OPINION / VIEWPOINT
US once used Pacific Islands for nuke tests, now it wants to use them against China
Published: Jun 13, 2022 05:10 PM
Illustration: Chen Xia/Global Times

Illustration: Chen Xia/Global Times

On February 28 1954, Joseph de Bruhm, a 25-year old Marshall Islands resident, thought the world was "falling apart" when he looked up in shock as the normally sapphire colored sky over the pristine and peaceable Pacific Ocean suddenly transformed in thunderous rumbles into a blazing inferno. Nobody on the islands and the neighboring atolls knew at the time that the amorphous colors that started to fall around them were poisonous nuclear fallouts, which would bring carcinogenic effects to either change their lives forever, or cut them short.

 That devastating explosion came from "Operation Castle Bravo," the mightiest among the 67 nuclear weapon tests carried out in the Marshall Islands between 1946 and 1958 by the US. It was 1,000 times more powerful than the atomic bomb that razed the Japanese city of Hiroshima in 1945. 

At the end of the World War II, the Marshall Islands had been a testing ground for the US nuclear program, and 3.1 million cubic feet of US-produced radioactive soil and debris, including lethal amounts of plutonium were deposited there causing hazardous contamination and long-lasting health risks to the islands and its innocent residents. 

For decades since then, the Marshall Islands, along with other Pacific island countries (PICs), had been regarded by the US as a negligible peripheral region with its outlying alien shores which would only sometimes captivate the occasional curious caprices of those with interest in the exotic remote. The Compact of Free Association (COFA), a series of treaties for the US to provide aid and support to some of the island countries, had been largely a skeletal framework of unsubstantiated promises with scanty gratuities. 

However, in recent years, there seems to be a sudden upsurge of dubious interest from Washington in the PICs, with renewed pledges of aid funding and assistance programs. The Biden administration is reportedly set to send its special envoy, the veteran diplomat Joseph Yun, to Majuro, capital of the Republic of Marshall Islands on Tuesday to discuss and negotiate for the extension of the COFA agreement which is due to expire next year. It is said that similar negotiations for the same purpose will also take place with the Federated States of Micronesia and the Republic of Palau. 
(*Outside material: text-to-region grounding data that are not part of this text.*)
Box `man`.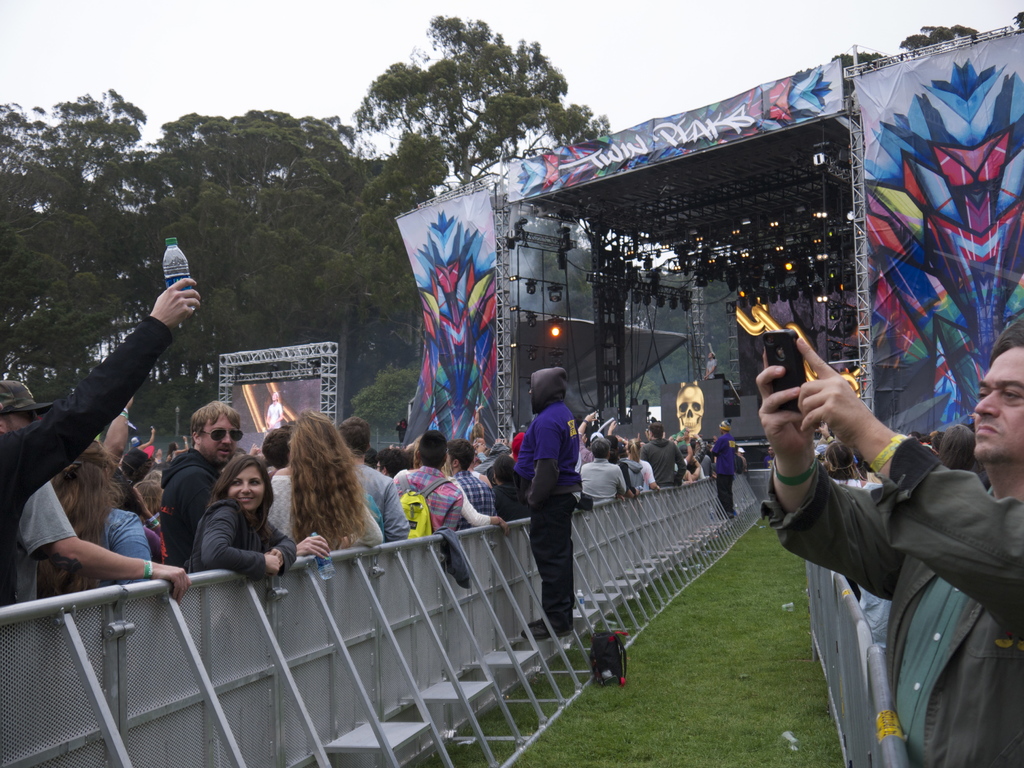
box(448, 435, 493, 520).
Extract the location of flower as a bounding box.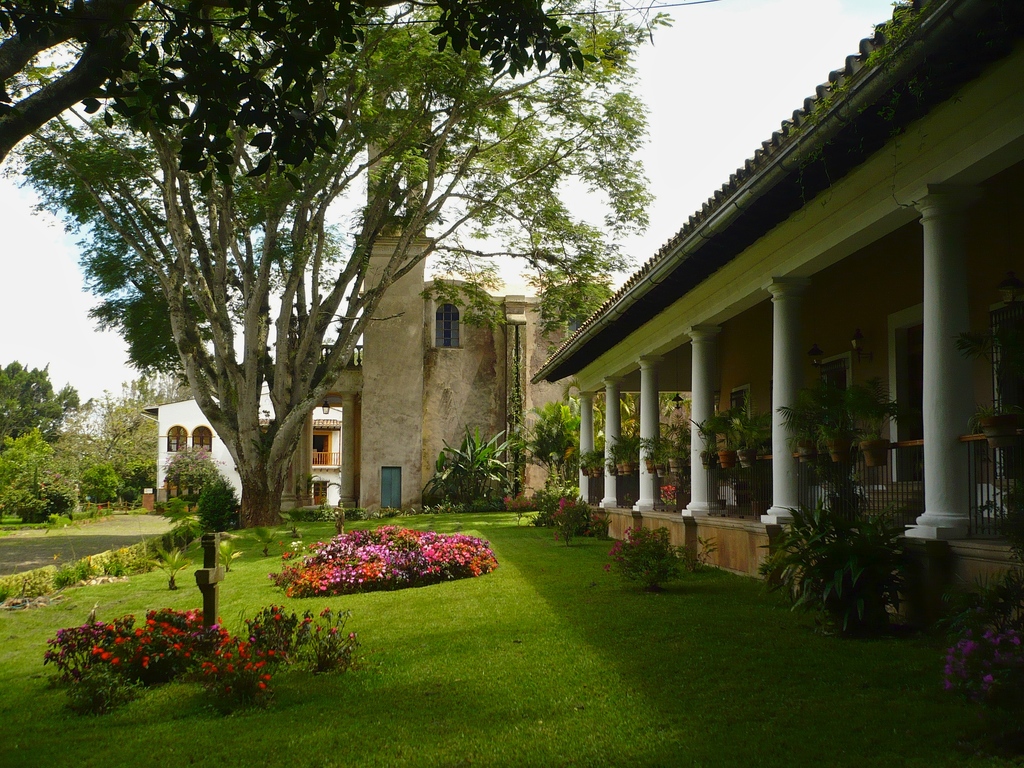
(left=331, top=623, right=339, bottom=634).
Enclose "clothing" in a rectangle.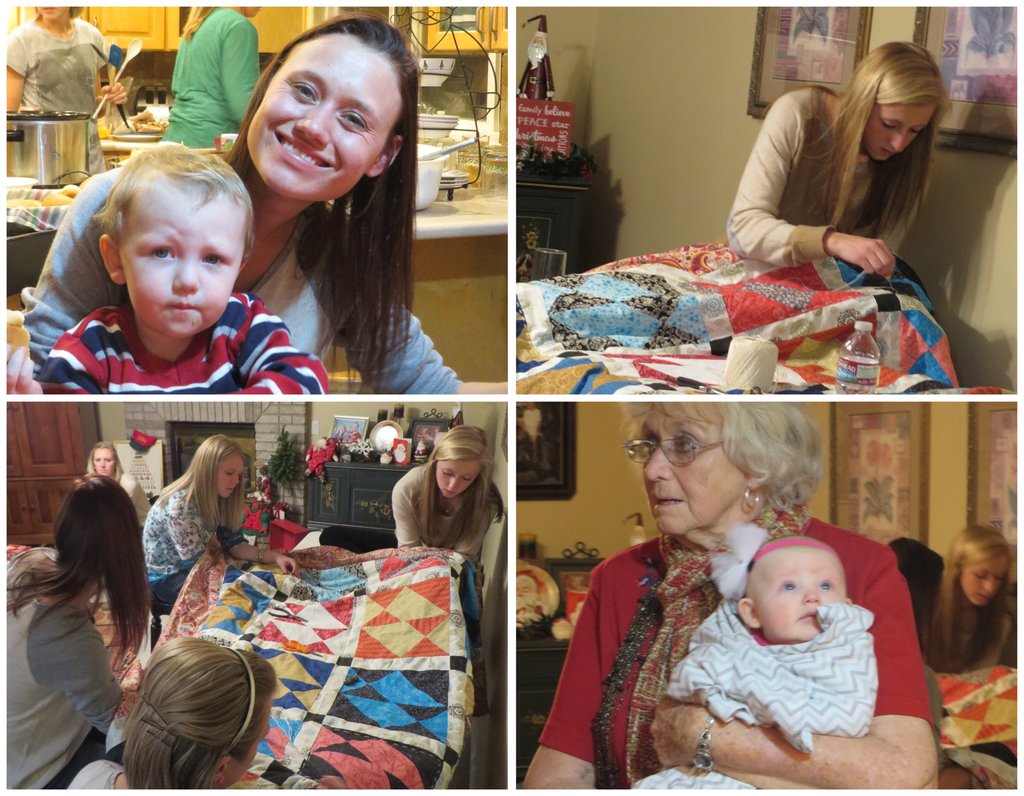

The "Indo-Pacific Strategy," which serves now as the predominant guideline for the US foreign affairs and security policies, purports to contain, counter and impede China's peaceful development in order to maintain and expand the US' regional and global hegemony. With such a morbid outlook of the world, the Pacific region has been strategically identified by Washington as a key front for contestation, and even confrontation, with China. 

 China's mutually beneficial cooperation with the island countries has been enormously successful and fruitful, especially in the recent decade. China's aid programs, joint projects, investments and other economic and trade activities have brought about sea-changing improvement to the island countries' economies, upgrading local infrastructure, alleviating local poverty and significantly uplifting PIC people's livelihoods and wellbeing.  

The highly proactive and productive partnership has never targeted at any third party, but it has absurdly incurred unduly nervousness and fierce hostility from the Biden administration. Washington has even been mobilizing its allies in the region in its malicious scare and smear campaign to fabricate and hype up the "China threat theory," so as to coax and coerce the island countries into submitting to the West's anti-China scheme.  

In other words, Washington's renewed political and economic investment in the Pacific region has ulterior political motives. What previously served as its nuclear weapon testing grounds and nuclear waste dumping ground is now conceived to be an arena for its strategic contestation with China. 

Although mostly small in size and population and underdeveloped economically, the PICs are independent and sovereign nations with dignity and their own long-term national interest to look after. They are strongly aversive to the West's exploitation and suppression in colonial times, determinedly not willing to act as pawns to serve Washington's strategy, to be instrumentalized or even weaponized in Washington's power game against China. 

As the biggest developing country, China adheres to the principles of mutual respect, equality, mutually benefits, openness and inclusiveness to promote the comprehensive strategic partnership with the PICs, which, as China's State Councilor and Foreign Minister Wang Yi recently said at the conclusion at his historical visit to the South Pacific, "will surely achieve steady and sustained growth, bear more fruits and benefit the people of the PICs."